SUPPLIED ENTRIES:
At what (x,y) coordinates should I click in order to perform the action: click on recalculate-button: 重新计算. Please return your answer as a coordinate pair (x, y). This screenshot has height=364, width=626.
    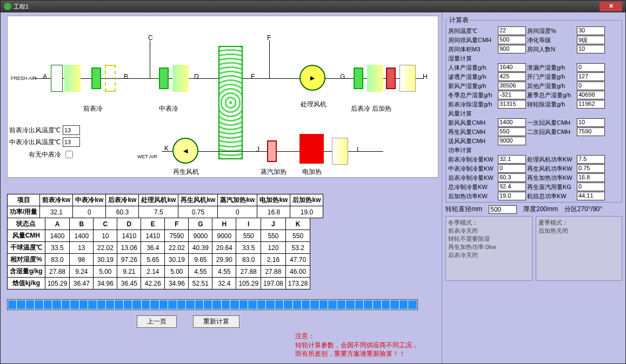
    Looking at the image, I should click on (216, 322).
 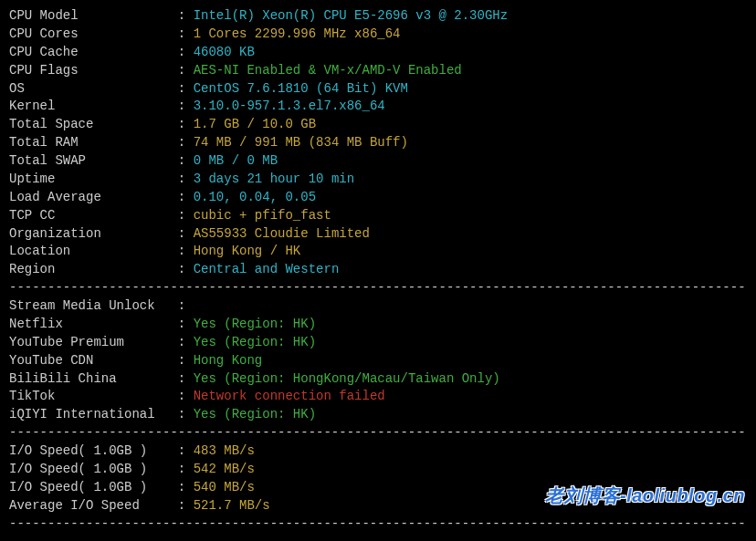 What do you see at coordinates (89, 142) in the screenshot?
I see `row-label: Total RAM` at bounding box center [89, 142].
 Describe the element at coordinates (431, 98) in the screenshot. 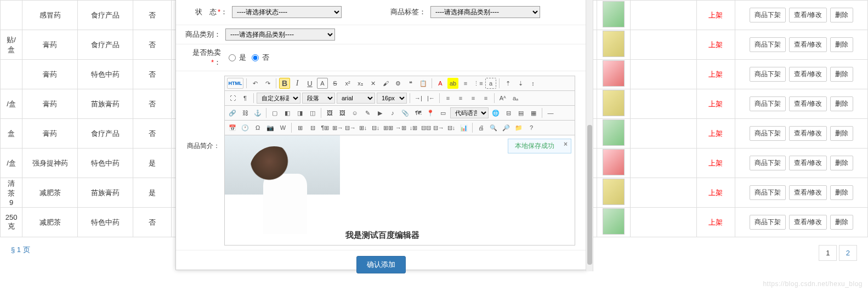

I see `outdent-icon: |←` at that location.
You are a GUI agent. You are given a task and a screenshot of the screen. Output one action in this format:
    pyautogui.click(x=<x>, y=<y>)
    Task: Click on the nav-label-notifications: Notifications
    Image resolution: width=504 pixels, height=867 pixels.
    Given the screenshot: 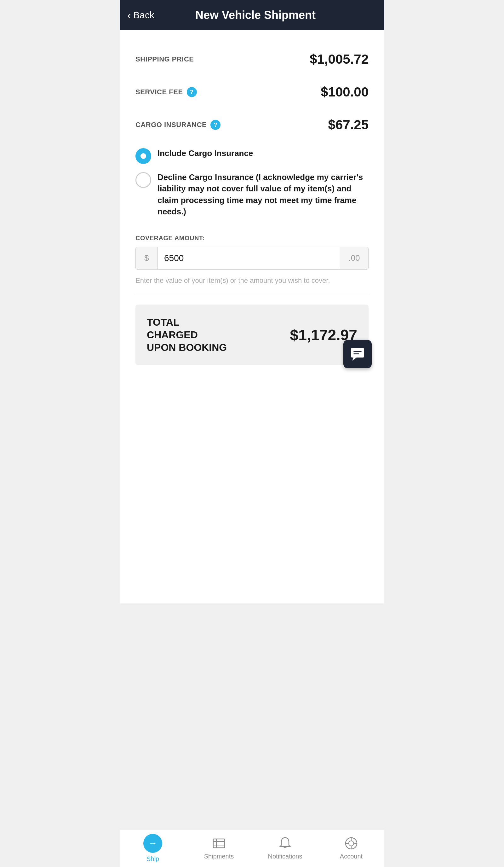 What is the action you would take?
    pyautogui.click(x=285, y=857)
    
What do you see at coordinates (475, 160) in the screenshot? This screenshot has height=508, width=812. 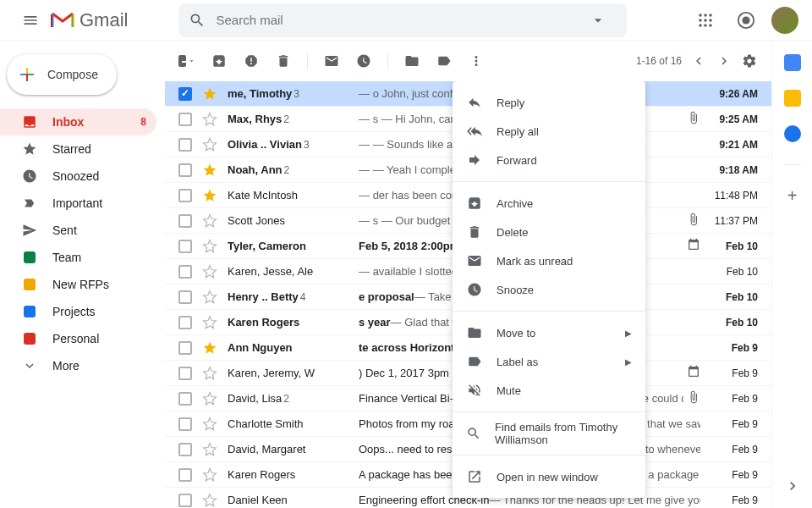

WORK REQUEST:
Exactly the lines from the top of the entries through the line with "Image resolution: width=504", inclusive, must be given again, with every picture omitted.

ANSWER SECTION:
At what (x,y) coordinates should I click in order to perform the action: click on recalculate-button: 重新计算. Please return your answer as a coordinate pair (x, y). This screenshot has height=364, width=626.
    Looking at the image, I should click on (216, 322).
  What do you see at coordinates (89, 142) in the screenshot?
I see `row-label: Total RAM` at bounding box center [89, 142].
 Describe the element at coordinates (431, 98) in the screenshot. 

I see `outdent-icon: |←` at that location.
You are a GUI agent. You are given a task and a screenshot of the screen. Output one action in this format:
    pyautogui.click(x=<x>, y=<y>)
    Task: Click on the nav-label-notifications: Notifications
    Image resolution: width=504 pixels, height=867 pixels.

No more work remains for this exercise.